Running through the Journals, however, even from the
start, is a thread of thought which is completely contrary
to the Dandy, with his pride in his uniqueness:

There is no exalted pleasure which cannot be related to
prostitution. At the play, in the ball-room, each one
enjoys possession of all. God is the most prostituted of all
beings, because he is the closest friend of every individual,
because he is the common inexhaustible reservoir of love.

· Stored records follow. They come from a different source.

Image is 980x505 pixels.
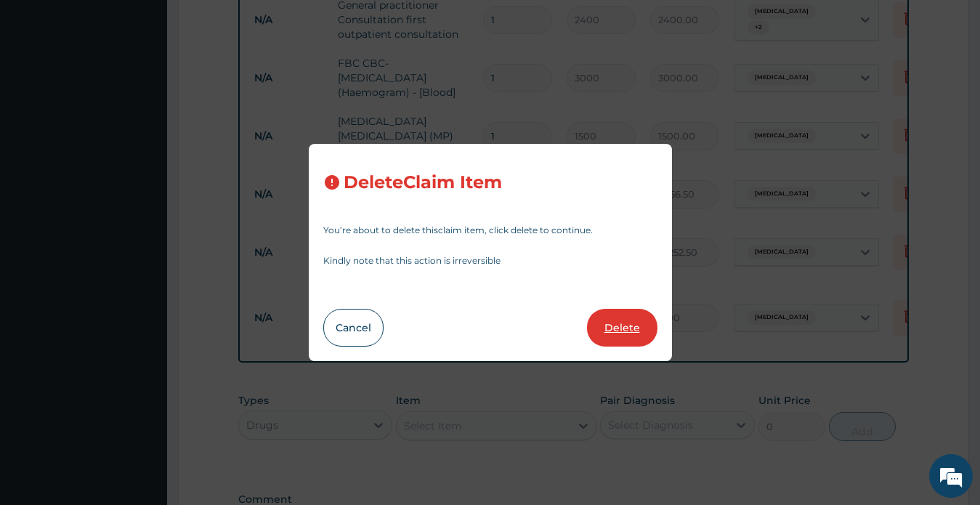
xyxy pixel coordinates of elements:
[84,157,200,304] span: We're online!
[344,173,502,192] h3: Delete Claim Item
[27,73,59,109] img: d_794563401_company_1708531726252_794563401
[324,226,657,235] p: You’re about to delete this claim item , click delete to continue.
[324,257,657,265] p: Kindly note that this action is irreversible
[7,345,277,395] textarea: Type your message and hit 'Enter'
[238,7,273,42] div: Minimize live chat window
[75,82,244,101] div: Chat with us now
[587,309,657,346] button: Delete
[324,309,383,346] button: Cancel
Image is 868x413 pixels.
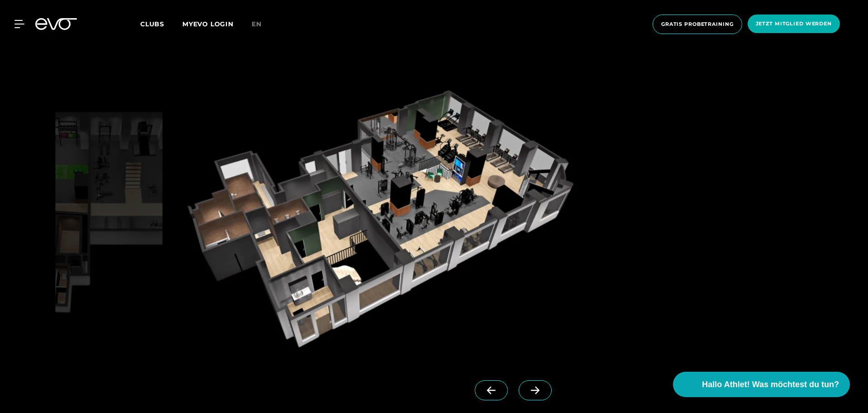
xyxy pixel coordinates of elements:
a: Gratis Probetraining [650,15,745,34]
img: evofitness [55,79,162,358]
span: Hallo Athlet! Was möchtest du tun? [702,378,839,391]
a: Clubs [140,19,182,28]
a: en [252,19,272,29]
span: Clubs [140,20,164,28]
span: en [252,20,261,28]
span: Gratis Probetraining [661,20,734,28]
img: evofitness [166,79,595,358]
span: Jetzt Mitglied werden [756,20,832,28]
button: Hallo Athlet! Was möchtest du tun? [673,371,850,397]
a: Jetzt Mitglied werden [745,15,843,34]
a: MYEVO LOGIN [182,20,234,28]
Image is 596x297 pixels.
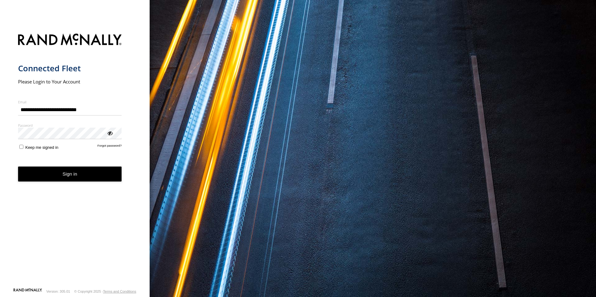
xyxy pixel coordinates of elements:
label: Email [18,100,122,104]
span: Keep me signed in [25,145,58,150]
a: Terms and Conditions [103,290,136,293]
img: Rand McNally [18,32,122,48]
div: © Copyright 2025 - [74,290,136,293]
a: Visit our Website [13,289,42,295]
form: main [18,30,132,288]
h2: Please Login to Your Account [18,79,122,85]
a: Forgot password? [98,144,122,150]
div: ViewPassword [107,130,113,136]
div: Version: 305.01 [46,290,70,293]
h1: Connected Fleet [18,63,122,74]
label: Password [18,123,122,128]
input: Keep me signed in [19,145,23,149]
button: Sign in [18,167,122,182]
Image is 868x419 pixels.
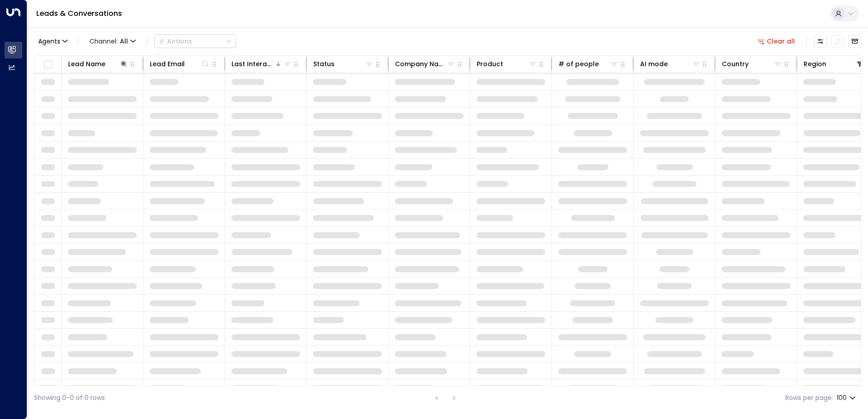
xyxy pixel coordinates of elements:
[231,58,292,70] div: Last Interacted
[814,35,827,47] button: Customize
[640,58,700,70] div: AI mode
[34,35,71,47] button: Agents
[158,37,192,46] div: Actions
[86,35,139,47] button: Channel:All
[313,58,335,70] div: Status
[34,393,105,403] div: Showing 0-0 of 0 rows
[120,37,128,45] span: All
[395,58,456,70] div: Company Name
[68,58,129,70] div: Lead Name
[803,58,864,70] div: Region
[722,58,782,70] div: Country
[231,58,274,70] div: Last Interacted
[803,58,826,70] div: Region
[640,58,668,70] div: AI mode
[722,58,748,70] div: Country
[313,58,374,70] div: Status
[558,58,618,70] div: # of people
[38,38,60,44] span: Agents
[785,393,833,403] label: Rows per page:
[150,58,210,70] div: Lead Email
[36,8,122,18] a: Leads & Conversations
[155,34,236,48] div: Button group with a nested menu
[831,35,844,47] span: Refresh
[150,58,185,70] div: Lead Email
[753,35,799,47] button: Clear all
[68,58,105,70] div: Lead Name
[431,392,460,404] nav: pagination navigation
[558,58,599,70] div: # of people
[836,391,857,404] div: 100
[848,35,861,47] button: Archived Leads
[395,58,446,70] div: Company Name
[476,58,503,70] div: Product
[155,34,236,48] button: Actions
[86,35,139,47] span: Channel:
[476,58,537,70] div: Product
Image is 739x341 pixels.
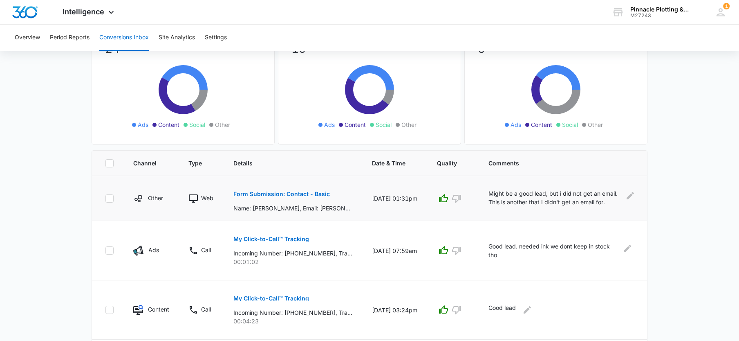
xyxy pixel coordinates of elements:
p: My Click-to-Call™ Tracking [233,295,309,301]
span: Ads [324,120,335,129]
p: 00:04:23 [233,316,352,325]
span: Type [189,159,202,167]
button: Edit Comments [622,242,634,255]
span: Intelligence [63,7,104,16]
button: Conversions Inbox [99,25,149,51]
button: My Click-to-Call™ Tracking [233,288,309,308]
td: [DATE] 01:31pm [362,176,427,221]
p: 00:01:02 [233,257,352,266]
div: notifications count [723,3,730,9]
span: Content [345,120,366,129]
span: Other [402,120,417,129]
td: [DATE] 03:24pm [362,280,427,339]
span: Ads [511,120,521,129]
button: Form Submission: Contact - Basic [233,184,330,204]
p: Might be a good lead, but i did not get an email. This is another that I didn't get an email for.... [489,189,622,207]
p: My Click-to-Call™ Tracking [233,236,309,242]
button: Overview [15,25,40,51]
span: Social [189,120,205,129]
span: Content [531,120,552,129]
span: Date & Time [372,159,406,167]
p: Incoming Number: [PHONE_NUMBER], Tracking Number: [PHONE_NUMBER], Ring To: [PHONE_NUMBER], Caller... [233,249,352,257]
button: Edit Comments [521,303,534,316]
p: Web [201,193,213,202]
span: Details [233,159,341,167]
button: Period Reports [50,25,90,51]
span: Quality [437,159,457,167]
p: Call [201,245,211,254]
p: Good lead [489,303,516,316]
p: Call [201,305,211,313]
p: Name: [PERSON_NAME], Email: [PERSON_NAME][EMAIL_ADDRESS][PERSON_NAME][DOMAIN_NAME], Phone: [PHONE... [233,204,352,212]
span: Social [562,120,578,129]
div: account id [631,13,690,18]
p: Content [148,305,169,313]
span: Social [376,120,392,129]
span: Other [588,120,603,129]
span: 1 [723,3,730,9]
span: Content [158,120,180,129]
p: Good lead. needed ink we dont keep in stock tho [489,242,617,259]
div: account name [631,6,690,13]
button: Site Analytics [159,25,195,51]
span: Channel [133,159,157,167]
p: Other [148,193,163,202]
span: Other [215,120,230,129]
p: Form Submission: Contact - Basic [233,191,330,197]
p: Incoming Number: [PHONE_NUMBER], Tracking Number: [PHONE_NUMBER], Ring To: [PHONE_NUMBER], Caller... [233,308,352,316]
button: My Click-to-Call™ Tracking [233,229,309,249]
p: Ads [148,245,159,254]
span: Comments [489,159,622,167]
span: Ads [138,120,148,129]
td: [DATE] 07:59am [362,221,427,280]
button: Settings [205,25,227,51]
button: Edit Comments [627,189,634,202]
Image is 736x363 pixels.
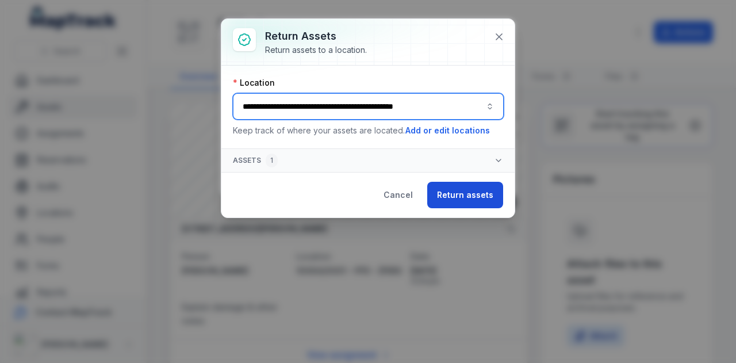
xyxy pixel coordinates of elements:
span: Assets [233,154,278,167]
button: Add or edit locations [405,124,491,137]
h3: Return assets [265,28,367,44]
button: Return assets [427,182,503,208]
div: 1 [266,154,278,167]
div: Return assets to a location. [265,44,367,56]
label: Location [233,77,275,89]
button: Cancel [374,182,423,208]
p: Keep track of where your assets are located. [233,124,504,137]
button: Assets1 [221,149,515,172]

Thus, in deliberately provoking paradoxical terms, Baudelaire
recognizes the Christian concept of love as agapé, in
contrast to the Platonic concept of love as eros which is held

[xxiii]

Page [xxiii]
by the Dandy. He admits that to love is not to desire,
however noble the object desired—even self-perfection—
but to give oneself; that indeed the only way in which one
can will to become oneself is by willing to give oneself in
answer to the needs of one's neighbour.

Such thoughts seem to have occurred to Baudelaire only
occasionally until the crisis of January 23rd, 1862, when he
writes: `I have cultivated my hysteria with delight and
terror . . . and today I have received a singular warning. I
have felt the wind of the wing of madness pass over me.'
The last few pages in My Heart Laid Bare which follow this
entry are some of the most terrifying and pathetic passages
in literature. They present a man fighting against time to
eradicate a lifetime's habits of thought and feeling, and set
himself in order and acquire a history.

The man who wrote:

Whenever you receive a letter from a creditor write fifty
lines upon some extra-terrestrial subject, and you will be
saved—

now writes:

Jeanne 300, my mother 200, myself 300—800 francs a
month. . . . Immediate work, even when it is bad, is better
than day-dreaming.

To pray to God . . . for life and strength for my mother
and myself; to divide all my earnings into four parts—
one for current expenses, one for my creditors, one for my
friends and one for my mother—to obey the strictest
principles of sobriety, the first being the abstinence from
all stimulants whatsoever.

Between the Dandy and this lies a real change of heart
hich is lacking, I think, in that subsequent and more
ectacular decision by which Rimbaud the poet became
imbaud the trader. In the latter, it only seems as if one
nd of Dandy were exchanged for another; the same


[xxiv]

Page [xxiv]
pride, the same desire to be unique, emanates from both.
In Baudelaire's case, what makes the note of humility
sound true is that he does not propose to make any outwardly
spectacular change in his career, to vanish from
poetry in a cloud of publicity: no—he merely prays that
he may use his talents better and acknowledges that, gifted
though he may be, he, the Dandy, is as weak as a woman,
M. Prudhomme, or the Belgians.

To the eye of nature, he was too late. As he spoke, the
bird stooped and struck. But, to the eye of the spirit, we
are entitled to believe he was in time—for, though the
spirit needs time, an instant of it is enough.